ANOTHER VIEWPOINT: More help needed from state to reverse youth suicide trend

It is difficult for adults to even hear or read the statistics regarding youth suicide. Yet, those jarring figures can lead to better help for struggling young people.

Fifty-seven Indiana children died by suicide in one year, 2016, the Indiana Youth Institute reports. Nationwide, a total of 1,309 kids ages 5 to 12 took their own lives from 1999 to 2015, according to the U.S. Centers for Disease Control and Prevention. Suicide is the second-leading cause of death for Hoosiers ages 15 to 24. One in five Indiana high school students considered ending their life in the past year, according to the Indiana State Department of Health Youth Risk Behavior Survey, and one in six had made a plan to attempt suicide.

Those studies are sobering. Still, those numbers emerged as a basis for legislation working its way through the Indiana General Assembly this month and offering hope to families and friends of kids coping with mental illnesses.

The action could save lives and should become law.

Senate Bill 192 would extend the time for psychiatric hospitals to provide services to a Medicaid recipient child. Five days of treatment would make hospital stays more effective than the current limit of three days provided under Medicaid, health care professionals said. The extension would also reduce the number of re-admissions necessary, often one or two days after a young patient completes a three-day stay. Uninterrupted stays would be more cost efficient than short stays followed by re-admissions.

Under the current system, 90% of appeals through Medicaid for stays longer than three days get denied, said Dr. Darla Hinshaw, a child and adolescent psychiatrist at Vigo County’s Harsha Behavioral Center.

Comprehensive diagnosis and treatment of young people is not an instantaneous process. “There is a lot of work that goes into determining what the issues are, and there is so much dysfunction in the families,” said Roopam Harshawat, the CEO at Harsha. “It is a team approach. We do a lot of collaboration with teachers, families and (Indiana Department of Child Services) to treat them and to get the adequate amount of information. All of this takes time.”

The proposed law would not involve an increase in state spending, according to its authors, Jon Ford, a state senator from Terre Haute, and fellow Republican Sen. Ronald Grooms of Jeffersonville. A surplus of appropriated funds gets reverted back into the state budget each year. In 2019, $182 million in unused Medicaid funds went back into the general fund. Such dollars would fund the extended psychiatric hospital stays for kids.

Each layer of help matters, given the rising number of young Hoosiers contemplating and attempting suicide. Existing efforts, and the expanded services through Senate Bill 192, can help reverse the trend and brighten the future of kids across Indiana.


== Work instruction ==
Every line in the listing is to be echoed verbatim.

== Data supplied ==
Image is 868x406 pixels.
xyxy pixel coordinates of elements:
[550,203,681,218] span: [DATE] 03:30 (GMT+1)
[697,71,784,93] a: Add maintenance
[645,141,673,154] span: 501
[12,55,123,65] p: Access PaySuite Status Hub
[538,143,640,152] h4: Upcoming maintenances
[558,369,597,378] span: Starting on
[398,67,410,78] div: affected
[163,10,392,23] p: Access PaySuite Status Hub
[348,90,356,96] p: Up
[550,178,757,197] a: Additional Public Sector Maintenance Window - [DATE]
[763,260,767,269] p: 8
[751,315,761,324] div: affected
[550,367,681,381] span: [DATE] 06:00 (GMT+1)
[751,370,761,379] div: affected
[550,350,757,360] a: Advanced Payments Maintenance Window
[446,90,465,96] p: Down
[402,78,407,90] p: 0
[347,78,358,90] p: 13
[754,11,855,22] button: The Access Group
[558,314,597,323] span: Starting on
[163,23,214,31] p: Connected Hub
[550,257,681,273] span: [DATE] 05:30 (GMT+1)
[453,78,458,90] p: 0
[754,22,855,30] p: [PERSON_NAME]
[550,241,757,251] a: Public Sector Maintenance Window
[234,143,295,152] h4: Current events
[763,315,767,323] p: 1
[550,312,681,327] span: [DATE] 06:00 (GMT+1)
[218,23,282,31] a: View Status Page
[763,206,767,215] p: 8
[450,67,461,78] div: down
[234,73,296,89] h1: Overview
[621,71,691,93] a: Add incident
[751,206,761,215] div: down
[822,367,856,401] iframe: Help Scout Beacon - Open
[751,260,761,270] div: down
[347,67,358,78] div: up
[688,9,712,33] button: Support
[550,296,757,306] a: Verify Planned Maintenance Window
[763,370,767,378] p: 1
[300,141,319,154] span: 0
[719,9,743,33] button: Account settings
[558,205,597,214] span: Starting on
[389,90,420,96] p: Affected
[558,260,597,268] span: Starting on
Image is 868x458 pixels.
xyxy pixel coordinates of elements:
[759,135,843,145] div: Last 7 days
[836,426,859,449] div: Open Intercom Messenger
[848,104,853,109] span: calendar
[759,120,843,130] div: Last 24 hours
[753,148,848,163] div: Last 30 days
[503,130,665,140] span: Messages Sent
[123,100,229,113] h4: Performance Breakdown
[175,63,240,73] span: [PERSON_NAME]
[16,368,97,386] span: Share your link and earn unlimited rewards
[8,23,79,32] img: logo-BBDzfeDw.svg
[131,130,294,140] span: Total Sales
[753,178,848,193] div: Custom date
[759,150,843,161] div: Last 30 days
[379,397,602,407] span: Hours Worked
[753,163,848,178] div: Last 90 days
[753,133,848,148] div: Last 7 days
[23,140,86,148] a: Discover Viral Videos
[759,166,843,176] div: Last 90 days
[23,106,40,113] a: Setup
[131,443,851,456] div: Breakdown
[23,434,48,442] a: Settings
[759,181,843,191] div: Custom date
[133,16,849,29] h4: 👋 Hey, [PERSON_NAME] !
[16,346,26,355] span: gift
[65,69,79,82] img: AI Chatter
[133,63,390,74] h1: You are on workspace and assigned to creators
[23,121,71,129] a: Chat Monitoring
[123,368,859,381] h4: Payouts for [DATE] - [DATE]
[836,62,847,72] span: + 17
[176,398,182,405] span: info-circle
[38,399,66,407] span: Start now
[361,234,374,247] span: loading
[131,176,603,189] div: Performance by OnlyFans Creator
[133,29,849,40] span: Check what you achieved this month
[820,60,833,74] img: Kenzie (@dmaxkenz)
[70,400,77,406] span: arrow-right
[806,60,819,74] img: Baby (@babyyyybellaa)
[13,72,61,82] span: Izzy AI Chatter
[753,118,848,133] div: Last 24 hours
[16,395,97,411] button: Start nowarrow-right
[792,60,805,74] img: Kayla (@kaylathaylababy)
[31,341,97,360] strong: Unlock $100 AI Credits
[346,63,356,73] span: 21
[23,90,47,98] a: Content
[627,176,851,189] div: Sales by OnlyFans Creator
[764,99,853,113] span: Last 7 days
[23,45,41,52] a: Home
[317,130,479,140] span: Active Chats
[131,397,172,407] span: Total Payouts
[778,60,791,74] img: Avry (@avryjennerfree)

== Problem solution ==
Image is 868x406 pixels.
xyxy pixel coordinates of elements:
[550,203,681,218] span: [DATE] 03:30 (GMT+1)
[697,71,784,93] a: Add maintenance
[645,141,673,154] span: 501
[12,55,123,65] p: Access PaySuite Status Hub
[538,143,640,152] h4: Upcoming maintenances
[558,369,597,378] span: Starting on
[398,67,410,78] div: affected
[163,10,392,23] p: Access PaySuite Status Hub
[348,90,356,96] p: Up
[550,178,757,197] a: Additional Public Sector Maintenance Window - [DATE]
[763,260,767,269] p: 8
[751,315,761,324] div: affected
[550,367,681,381] span: [DATE] 06:00 (GMT+1)
[751,370,761,379] div: affected
[550,350,757,360] a: Advanced Payments Maintenance Window
[446,90,465,96] p: Down
[402,78,407,90] p: 0
[347,78,358,90] p: 13
[754,11,855,22] button: The Access Group
[558,314,597,323] span: Starting on
[163,23,214,31] p: Connected Hub
[550,257,681,273] span: [DATE] 05:30 (GMT+1)
[453,78,458,90] p: 0
[754,22,855,30] p: [PERSON_NAME]
[550,241,757,251] a: Public Sector Maintenance Window
[234,143,295,152] h4: Current events
[763,315,767,323] p: 1
[550,312,681,327] span: [DATE] 06:00 (GMT+1)
[218,23,282,31] a: View Status Page
[763,206,767,215] p: 8
[450,67,461,78] div: down
[234,73,296,89] h1: Overview
[621,71,691,93] a: Add incident
[751,206,761,215] div: down
[822,367,856,401] iframe: Help Scout Beacon - Open
[751,260,761,270] div: down
[347,67,358,78] div: up
[688,9,712,33] button: Support
[550,296,757,306] a: Verify Planned Maintenance Window
[763,370,767,378] p: 1
[300,141,319,154] span: 0
[719,9,743,33] button: Account settings
[558,205,597,214] span: Starting on
[389,90,420,96] p: Affected
[558,260,597,268] span: Starting on
Image is 868x458 pixels.
xyxy pixel coordinates of elements:
[759,135,843,145] div: Last 7 days
[836,426,859,449] div: Open Intercom Messenger
[848,104,853,109] span: calendar
[759,120,843,130] div: Last 24 hours
[753,148,848,163] div: Last 30 days
[503,130,665,140] span: Messages Sent
[123,100,229,113] h4: Performance Breakdown
[175,63,240,73] span: [PERSON_NAME]
[16,368,97,386] span: Share your link and earn unlimited rewards
[8,23,79,32] img: logo-BBDzfeDw.svg
[131,130,294,140] span: Total Sales
[753,178,848,193] div: Custom date
[759,150,843,161] div: Last 30 days
[379,397,602,407] span: Hours Worked
[753,163,848,178] div: Last 90 days
[753,133,848,148] div: Last 7 days
[23,140,86,148] a: Discover Viral Videos
[759,166,843,176] div: Last 90 days
[23,106,40,113] a: Setup
[131,443,851,456] div: Breakdown
[23,434,48,442] a: Settings
[759,181,843,191] div: Custom date
[133,16,849,29] h4: 👋 Hey, [PERSON_NAME] !
[16,346,26,355] span: gift
[65,69,79,82] img: AI Chatter
[133,63,390,74] h1: You are on workspace and assigned to creators
[23,121,71,129] a: Chat Monitoring
[123,368,859,381] h4: Payouts for [DATE] - [DATE]
[836,62,847,72] span: + 17
[176,398,182,405] span: info-circle
[38,399,66,407] span: Start now
[361,234,374,247] span: loading
[131,176,603,189] div: Performance by OnlyFans Creator
[133,29,849,40] span: Check what you achieved this month
[820,60,833,74] img: Kenzie (@dmaxkenz)
[70,400,77,406] span: arrow-right
[806,60,819,74] img: Baby (@babyyyybellaa)
[13,72,61,82] span: Izzy AI Chatter
[753,118,848,133] div: Last 24 hours
[16,395,97,411] button: Start nowarrow-right
[792,60,805,74] img: Kayla (@kaylathaylababy)
[31,341,97,360] strong: Unlock $100 AI Credits
[346,63,356,73] span: 21
[23,90,47,98] a: Content
[627,176,851,189] div: Sales by OnlyFans Creator
[764,99,853,113] span: Last 7 days
[23,45,41,52] a: Home
[317,130,479,140] span: Active Chats
[131,397,172,407] span: Total Payouts
[778,60,791,74] img: Avry (@avryjennerfree)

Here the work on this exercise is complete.